My personal favorites are from Nothing Important Happened Today: My father, the great stone statue, about my father, and The greatest city on earth about New York City. I always like to read them.

My newest projects are mixed, as usual. I have a new collection of surreal prose poems that will be published in 2022 by Unsolicited Press. They are a little stranger than the ones in Angels & Beasts, and a little longer. And I am writing more narrative poems, more poems about my father who has some health problems, so the poems are about his troubles, and poems about history and immigration.

Falenko for O:JA&L: In your view, what is the role of the artist in the contemporary cultural life?

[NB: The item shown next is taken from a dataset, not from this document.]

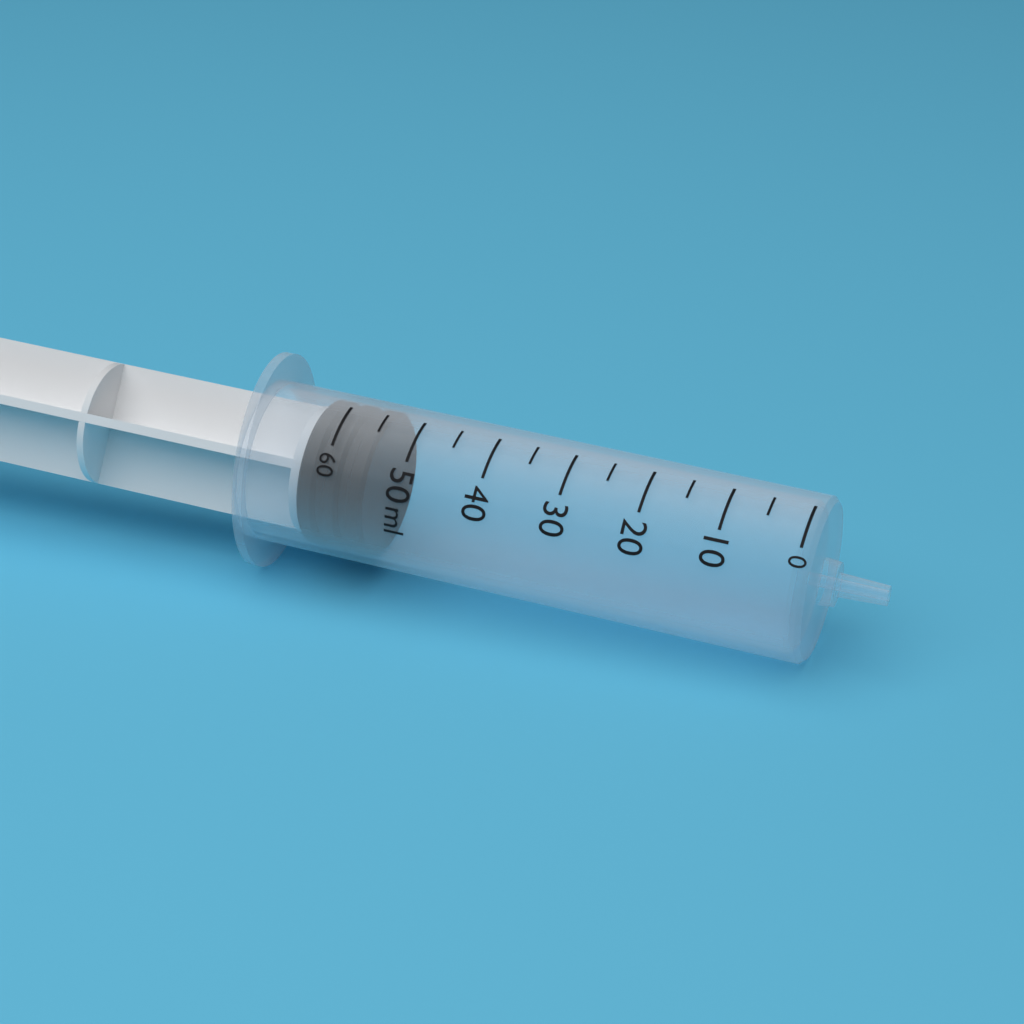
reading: 55 ml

CS: Coming from Romania, I feel fortunate to be in the United States and share my poems in English with the writers here. Who knew something like this could happen? I never thought I would get here in the first place. We get to write and express ourselves, and that is thrilling to me. I am very grateful for that. In turn, we must fight to open doors for others, and not create in a vacuum. There are countless artists and poets who live under oppressive regimes and don’t get this chance. We need to raise our voices and help them in any way we can. It’s an uphill battle, but I have faith we can change history with our writing, with our poems. There is no way an oppressive regime will be able to stifle expression forever. Sooner or later, they will all fall. I have hope we can contribute to that.

 

About the Interviewer:
Vera Falenko is a 2017 graduate of the Moscow Aviation Institute, a State University. She is a native Russian speaker and a language specialist with fluency in English (English level C2, according to the European frame) and Spanish (Spanish level C1). She is a senior teacher of foreign languages at Alibra School, a private institution in Moscow. Falenko provides selected Russian and Spanish translations for our readers in the Eurozone and in eastern Europe. She maintains an independent book review site, offering book reviews in three languages.

Images: All images courtesy of Claudia Serea.